COMMENTARY
Christopher Kimball ##Photo courtesy of Christopher Kimball’s Milk Street

Culinary Street Cred

Multi-media mogul dishes on food, wine, new venture

Christopher Kimball

Christopher Kimball is founder of Christopher Kimball’s Milk Street, a food media company dedicated to learning and sharing bold, easy cooking from around the world; the name is derived from the Boston street on which its headquarters is located.

His new venture produces the bi-monthly Christopher Kimball’s Milk Street Magazine, as well as “Christopher Kimball’s Milk Street Radio,” a weekly public radio show and podcast heard on more than 300 stations nationwide. He is also host of “Christopher Kimball’s Milk Street Television,” which will air on public television starting September 2017.

Kimball founded Cook’s Magazine in 1980, serving as publisher and editorial director through 1989. He re-launched the publication as Cook’s Illustrated in 1993 and founded Cook’s Country magazine in 2004. Through 2016, Kimball was host and executive producer of “America’s Test Kitchen” and “Cook’s Country,” the two highest-rated cooking shows on television. He is the author of several books, including his most recent, “Fannie’s Last Supper.”

OWP: Which red wine do you believe to be most food-friendly? White wine?

CK: Big, high-tannin, high-alcohol red wines are very hard to pair with almost any food unless we are talking cassoulet, etc. I really do not enjoy them at this point in my career. I prefer either light- or medium-bodied red wines. Sicily has some terrific reds. A simple Beaujolais or Côtes-du-Rhône is good as well. However, bigger white wines, such as white Burgundy, are good with food; it would be my go-to wine for a serious entrée. For drinking without food, I love Sancerre, Grüner Veltliner, etc.

OWP: Any rules for cooking with wine?

CK: Yes, I would reduce the wine at a sub-simmer and then use the concentrate in cooking.

OWP: Name one dish you have yet to master. What makes it so difficult?

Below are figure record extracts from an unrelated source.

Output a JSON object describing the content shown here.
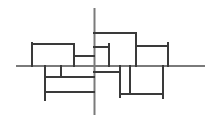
{
  "diagram": {
    "width": 217,
    "height": 121,
    "background": "#ffffff",
    "axis_color": "#7a7a7a",
    "line_color": "#3a3a3a",
    "axis_stroke": 2,
    "line_stroke": 2,
    "axes": [
      {
        "name": "horizontal-axis",
        "x1": 17,
        "y1": 66,
        "x2": 204,
        "y2": 66
      },
      {
        "name": "vertical-axis",
        "x1": 94.5,
        "y1": 9,
        "x2": 94.5,
        "y2": 114
      }
    ],
    "segments": [
      {
        "name": "left-box-left",
        "x1": 32,
        "y1": 43,
        "x2": 32,
        "y2": 66
      },
      {
        "name": "left-box-top",
        "x1": 32,
        "y1": 44,
        "x2": 74,
        "y2": 44
      },
      {
        "name": "left-box-right",
        "x1": 74,
        "y1": 44,
        "x2": 74,
        "y2": 66
      },
      {
        "name": "left-connector",
        "x1": 74,
        "y1": 56,
        "x2": 94,
        "y2": 56
      },
      {
        "name": "top-box-top",
        "x1": 94,
        "y1": 33,
        "x2": 136,
        "y2": 33
      },
      {
        "name": "top-box-right",
        "x1": 136,
        "y1": 33,
        "x2": 136,
        "y2": 66
      },
      {
        "name": "inner-box-top",
        "x1": 94,
        "y1": 47,
        "x2": 109,
        "y2": 47
      },
      {
        "name": "inner-box-right",
        "x1": 109,
        "y1": 44,
        "x2": 109,
        "y2": 66
      },
      {
        "name": "right-box-top",
        "x1": 136,
        "y1": 46,
        "x2": 168,
        "y2": 46
      },
      {
        "name": "right-box-right",
        "x1": 168,
        "y1": 43,
        "x2": 168,
        "y2": 66
      },
      {
        "name": "lower-left-vertical",
        "x1": 45,
        "y1": 66,
        "x2": 45,
        "y2": 100
      },
      {
        "name": "lower-left-short-vertical",
        "x1": 61,
        "y1": 66,
        "x2": 61,
        "y2": 77
      },
      {
        "name": "lower-left-line-1",
        "x1": 45,
        "y1": 77,
        "x2": 94,
        "y2": 77
      },
      {
        "name": "lower-left-line-2",
        "x1": 45,
        "y1": 92,
        "x2": 94,
        "y2": 92
      },
      {
        "name": "lower-right-connector",
        "x1": 94,
        "y1": 72,
        "x2": 120,
        "y2": 72
      },
      {
        "name": "lower-right-vertical-1",
        "x1": 120,
        "y1": 66,
        "x2": 120,
        "y2": 97
      },
      {
        "name": "lower-right-vertical-2",
        "x1": 130,
        "y1": 66,
        "x2": 130,
        "y2": 94
      },
      {
        "name": "lower-right-bottom",
        "x1": 120,
        "y1": 94,
        "x2": 163,
        "y2": 94
      },
      {
        "name": "lower-right-vertical-3",
        "x1": 163,
        "y1": 66,
        "x2": 163,
        "y2": 98
      }
    ]
  }
}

CK: Puff pastry, croissants, baguettes: things that should be made by professionals in bakeries, not in my kitchen! Even the French are smart enough to leave this to the professionals!

OWP: What’s the most painstaking dish you have ever made? Was it worth it?

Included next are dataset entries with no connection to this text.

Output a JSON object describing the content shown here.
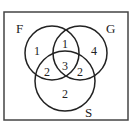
{
  "diagram": {
    "type": "venn",
    "sets": [
      {
        "name": "F",
        "label": "F"
      },
      {
        "name": "G",
        "label": "G"
      },
      {
        "name": "S",
        "label": "S"
      }
    ],
    "regions": {
      "F_only": "1",
      "F_and_G_only": "1",
      "G_only": "4",
      "F_and_S_only": "2",
      "F_G_S": "3",
      "G_and_S_only": "2",
      "S_only": "2"
    },
    "colors": {
      "stroke": "#222222",
      "background": "#ffffff"
    }
  }
}
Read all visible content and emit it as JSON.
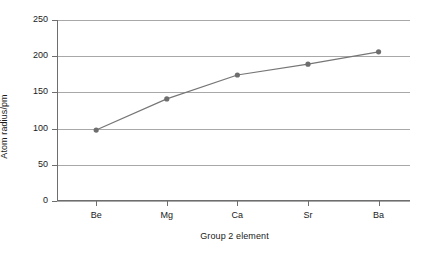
{
  "chart_data": {
    "type": "line",
    "title": "",
    "xlabel": "Group 2 element",
    "ylabel": "Atom radius/pm",
    "categories": [
      "Be",
      "Mg",
      "Ca",
      "Sr",
      "Ba"
    ],
    "values": [
      98,
      141,
      174,
      189,
      206
    ],
    "series": [
      {
        "name": "Atom radius",
        "values": [
          98,
          141,
          174,
          189,
          206
        ]
      }
    ],
    "ylim": [
      0,
      250
    ],
    "yticks": [
      0,
      50,
      100,
      150,
      200,
      250
    ],
    "ytick_labels": [
      "0",
      "50",
      "100",
      "150",
      "200",
      "250"
    ],
    "xtick_labels": [
      "Be",
      "Mg",
      "Ca",
      "Sr",
      "Ba"
    ],
    "grid": "horizontal",
    "legend": "none",
    "marker": "circle",
    "colors": {
      "line": "#767676",
      "marker": "#6e6e6e",
      "gridline": "#a8a8a8",
      "axis": "#6e6e6e",
      "text": "#1a1a1a",
      "background": "#ffffff"
    }
  }
}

CK: I have been through a “painstaking” recipe back in the 1970s. If you think about that term, it includes the word “pain,” which tells you all you need to know. Cooking should not be about pain! It should be fun.

OWP: Which aspect of cooking instruction do you love the most?

CK: It is the teamwork that is most fun and rewarding. I love it when one of our cooks solves a recipe problem on their own. To paraphrase, “it takes a kitchen.” No one person can do it alone.

OWP: What makes Milk Street unique?

CK: Look, there are tons of very smart, very talented cookbook writers and others who do a fabulous job. Think Fuchsia Dunlop and “Every Grain of Rice.” Milk Street has a niche, which is not to be the best in any one type of cooking but to be the most reliable across a wide range of cultures and recipes. We want to sit at the feet of cooks from around the world, learn from them and then synthesize what we have learned in a way that works for the home cook; this takes a lot of experience and effort as any recipe developer will tell you. However, Milk Street is not going to make better Thai food or Moroccan food than someone who has grown up in that culture. We are just trying to provide a single source for the “new home cooking,” which is an exciting mashup of cooking from around the world.